TELL OFCOM: GB News host and Reform MP Lee Anderson engaged in highly personal ad hominem attacks

Watch: GB News host and elected MP Lee Anderson again attacks the Energy Secretary as a “lunatic” and “dangerous” and dismisses climate aid as “nonsense”.

On 10 September 2024, GB News host and elected MP Lee Anderson again attacked the Energy Secretary as a “lunatic” and “dangerous”. This time Anderson went further by claiming that Ed Miliband is “the biggest threat to pensioners in this country since COVID-19”. This segment happened during a ‘Breaking’ news segment, which imposes even more responsibility around impartiality.

This segment violated Ofcom rules 5.1, 5.5 and 7.1 which require impartiality and the avoidance of “unjust or unfair treatment of individuals”.

Submit your complaint to Ofcom using this form and by following the guidance below. 

Programme details:

Programme title: Martin Daubney
Date of broadcast: 10 September 2024
Time of broadcast (24 hour clock): 16:15
Channel / station: GB News

Your complaint:

Subject: GB News host and Reform UK MP Lee Anderson made a series of harmful allegations about Energy Secretary Ed Miliband and about green policies, while being interviewed from the Houses of Parliament in a breaking news segment.

Description:

Here’s a few bullet points to include:

  • On 10 September 2024, Lee Anderson (a host on GB News) was interviewed in his capacity as an MP inside the Houses of Parliament to discuss his vote against the removal of pensioner fuel allowance from many pensioners. In it, he described “foreign climate aid” as “nonsense” and later called for “that lunatic” Ed Miliband to be removed from office “because he’s spaffing billions of pounds away with his GB energy, 8.5 billion, 11.6 billion on foreign climate aid. He’s a lunatic. He’s the most dangerous man in Britain”. He then claimed that the Energy Secretary is the “biggest threat to pensioners in this country since COVID-19”. This segment was a complete violation of Ofcom rules around impartiality, including in relation to government policy, as set out in Ofcom rules 5.1 and 5.5. The segment was published with the chyron “Breaking”, implying that it is a news segment, which puts it within scope of rule 5.1, which covers “news”. Describing a politician as a “lunatic”, “the most dangerous man in Britain” and “the biggest threat to pensioners in this country since COVID-19” is unfair, harmful and offensive to those who lost their lives to the pandemic, violating Ofcom rule 7.1 on unjust or unfair treatment of individuals.
Deadline for complaints: October 8, 2024 11:59 pm

Submitting a complaint to Ofcom should take you less than 10 minutes and is completed via a form on their website.

Submitting a complaint to Ofcom should take you less than 10 minutes and is completed via a form on their website.

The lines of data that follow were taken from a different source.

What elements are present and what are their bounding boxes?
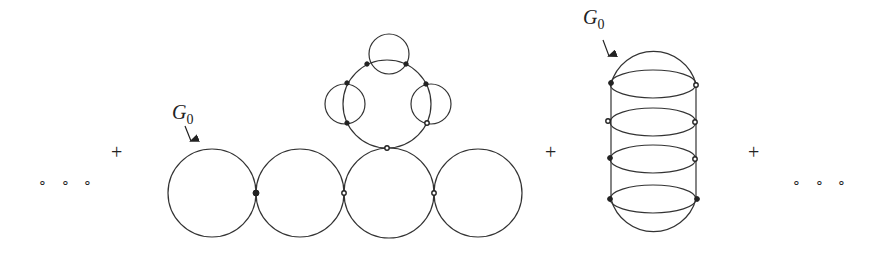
- vertex-open: [385, 146, 389, 150]
- vertex-open: [693, 157, 697, 161]
- g0-arrow-icon: [603, 40, 609, 56]
- vertex-open: [694, 83, 698, 87]
- vertex-filled: [608, 156, 613, 161]
- vertex-filled: [365, 62, 369, 66]
- chain-circle-2: [256, 149, 344, 237]
- vertex-filled: [609, 81, 614, 86]
- ladder-ellipse-3: [610, 145, 696, 173]
- capsule-top-arc: [611, 51, 696, 84]
- figure-2-capsule-ladder: [603, 40, 699, 232]
- ladder-ellipse-2: [610, 108, 696, 136]
- vertex-open: [432, 191, 436, 195]
- vertex-filled: [404, 62, 408, 66]
- ladder-ellipse-4: [610, 185, 696, 213]
- ring-circle: [343, 60, 431, 148]
- vertex-filled: [345, 121, 349, 125]
- bubble-top: [369, 34, 409, 74]
- vertex-open: [425, 121, 429, 125]
- vertex-filled: [424, 82, 428, 86]
- g0-arrow-icon: [185, 126, 191, 141]
- figure-1-circle-chain: [168, 34, 522, 238]
- vertex-filled: [695, 197, 700, 202]
- vertex-open: [693, 120, 697, 124]
- ladder-ellipse-1: [610, 70, 696, 98]
- vertex-filled: [345, 81, 349, 85]
- vertex-open: [342, 191, 346, 195]
- vertex-filled: [608, 197, 613, 202]
- vertex-filled: [253, 190, 259, 196]
- feynman-diagram-canvas: [0, 0, 871, 257]
- capsule-bottom-arc: [611, 199, 696, 232]
- chain-circle-4: [434, 149, 522, 237]
- chain-circle-3: [344, 148, 434, 238]
- vertex-open: [606, 119, 610, 123]
- chain-circle-1: [168, 149, 256, 237]
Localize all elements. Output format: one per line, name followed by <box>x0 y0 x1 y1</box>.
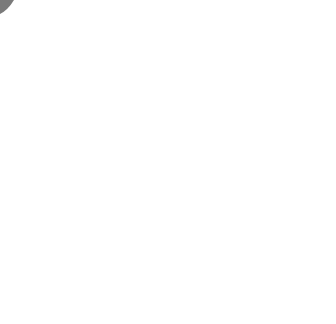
corner-decoration <box>0 0 14 14</box>
frame <box>20 21 152 153</box>
diagram-canvas <box>0 0 336 324</box>
outer-frame <box>20 21 152 153</box>
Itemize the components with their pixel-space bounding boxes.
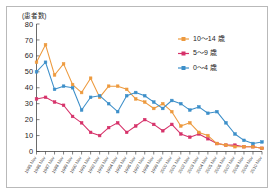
data-point <box>35 61 38 64</box>
data-point <box>188 121 191 124</box>
data-point <box>116 110 119 113</box>
data-point <box>134 91 137 94</box>
data-point <box>252 142 255 145</box>
data-point <box>234 145 237 148</box>
data-point <box>71 115 74 118</box>
y-tick-label: 0 <box>29 147 33 156</box>
data-point <box>261 147 264 150</box>
data-point <box>179 102 182 105</box>
y-tick-label: 10 <box>25 131 33 140</box>
data-point <box>207 137 210 140</box>
data-point <box>80 121 83 124</box>
data-point <box>98 94 101 97</box>
data-point <box>107 85 110 88</box>
data-point <box>161 102 164 105</box>
data-point <box>161 129 164 132</box>
data-point <box>152 107 155 110</box>
data-point <box>198 106 201 109</box>
series-line <box>37 62 263 143</box>
data-point <box>125 94 128 97</box>
y-tick-label: 30 <box>25 99 33 108</box>
data-point <box>143 118 146 121</box>
data-point <box>62 85 65 88</box>
data-point <box>234 133 237 136</box>
data-point <box>125 131 128 134</box>
axes: 01020304050607080 <box>25 20 262 157</box>
data-point <box>134 98 137 101</box>
y-tick-label: 70 <box>25 36 33 45</box>
data-point <box>80 109 83 112</box>
data-point <box>243 145 246 148</box>
data-point <box>62 62 65 65</box>
x-axis-labels: 1985 Nov1986 Nov1987 Nov1988 Nov1989 Nov… <box>24 152 264 175</box>
series-1 <box>35 43 263 149</box>
data-point <box>152 123 155 126</box>
data-point <box>161 107 164 110</box>
data-point <box>107 102 110 105</box>
data-point <box>170 99 173 102</box>
y-tick-label: 20 <box>25 115 33 124</box>
data-point <box>179 125 182 128</box>
data-point <box>71 83 74 86</box>
data-point <box>125 88 128 91</box>
data-point <box>71 86 74 89</box>
data-point <box>44 96 47 99</box>
data-point <box>35 70 38 73</box>
data-point <box>143 101 146 104</box>
data-point <box>116 121 119 124</box>
series-2 <box>35 96 263 150</box>
data-point <box>143 94 146 97</box>
series-3 <box>35 61 263 145</box>
data-point <box>207 112 210 115</box>
data-point <box>80 91 83 94</box>
plot-area: 010203040506070801985 Nov1986 Nov1987 No… <box>0 0 274 194</box>
data-point <box>198 131 201 134</box>
data-point <box>216 142 219 145</box>
data-point <box>44 43 47 46</box>
legend-swatch-marker <box>182 52 185 55</box>
legend-label: 10〜14 歳 <box>193 34 225 42</box>
data-point <box>53 101 56 104</box>
line-chart-svg: 010203040506070801985 Nov1986 Nov1987 No… <box>0 0 274 194</box>
data-point <box>107 126 110 129</box>
data-point <box>44 61 47 64</box>
data-point <box>216 110 219 113</box>
legend-label: 5〜9 歳 <box>193 48 217 56</box>
data-point <box>89 77 92 80</box>
legend-swatch-marker <box>182 67 185 70</box>
data-point <box>53 74 56 77</box>
y-tick-label: 50 <box>25 67 33 76</box>
series-line <box>37 45 263 149</box>
legend-label: 0〜4 歳 <box>193 63 217 71</box>
data-point <box>225 144 228 147</box>
data-point <box>170 123 173 126</box>
data-point <box>116 85 119 88</box>
y-tick-label: 60 <box>25 51 33 60</box>
data-point <box>207 134 210 137</box>
data-point <box>62 104 65 107</box>
data-point <box>170 110 173 113</box>
data-point <box>188 109 191 112</box>
data-point <box>89 96 92 99</box>
data-point <box>152 101 155 104</box>
data-point <box>89 131 92 134</box>
data-point <box>179 133 182 136</box>
data-point <box>134 125 137 128</box>
data-point <box>225 121 228 124</box>
data-point <box>252 145 255 148</box>
data-point <box>261 141 264 144</box>
data-point <box>98 134 101 137</box>
y-tick-label: 80 <box>25 20 33 29</box>
chart-figure: (患者数) 010203040506070801985 Nov1986 Nov1… <box>0 0 274 194</box>
data-point <box>243 139 246 142</box>
data-point <box>35 98 38 101</box>
data-point <box>188 136 191 139</box>
y-tick-label: 40 <box>25 83 33 92</box>
data-point <box>53 88 56 91</box>
legend: 10〜14 歳5〜9 歳0〜4 歳 <box>178 34 225 71</box>
legend-swatch-marker <box>182 38 185 41</box>
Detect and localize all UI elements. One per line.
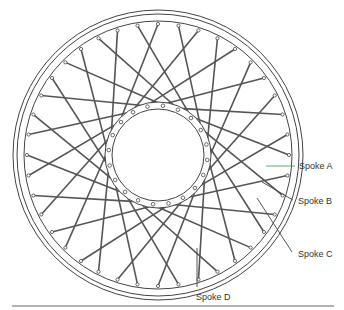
wheel-diagram: [0, 0, 344, 310]
label-spoke-c: Spoke C: [298, 249, 333, 259]
hub: [105, 102, 211, 208]
label-spoke-a: Spoke A: [299, 161, 333, 171]
label-spoke-d: Spoke D: [196, 292, 231, 302]
label-spoke-b: Spoke B: [298, 196, 332, 206]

  • Ofcom is the UK’s public regulator for communications services. Among other responsibilities, their job is to ensure that TV channels uphold the Broadcasting Code. This code requires broadcasters to protect the public from harmful and offensive material, avoid unjust or unfair treatment of individuals and organisations, and report the news with due accuracy and impartiality.
  • Ofcom has real power to yield. Sanctions they can issue include directions not to repeat content, fines — and crucially, the power to suspend or revoke a TV channel’s licence to broadcast.
  • Ofcom must carefully consider every single complaint to see if their rules have been broken. If the complaint is strong, Ofcom will launch a formal investigation process.
  • Ofcom will not reply to each specific complaint but instead publishes records of the complaints received, investigations underway and breaches on their website, every fortnight.
  • Complaints must be about a specific breach of the code and submitted within 20 days of the program going to air.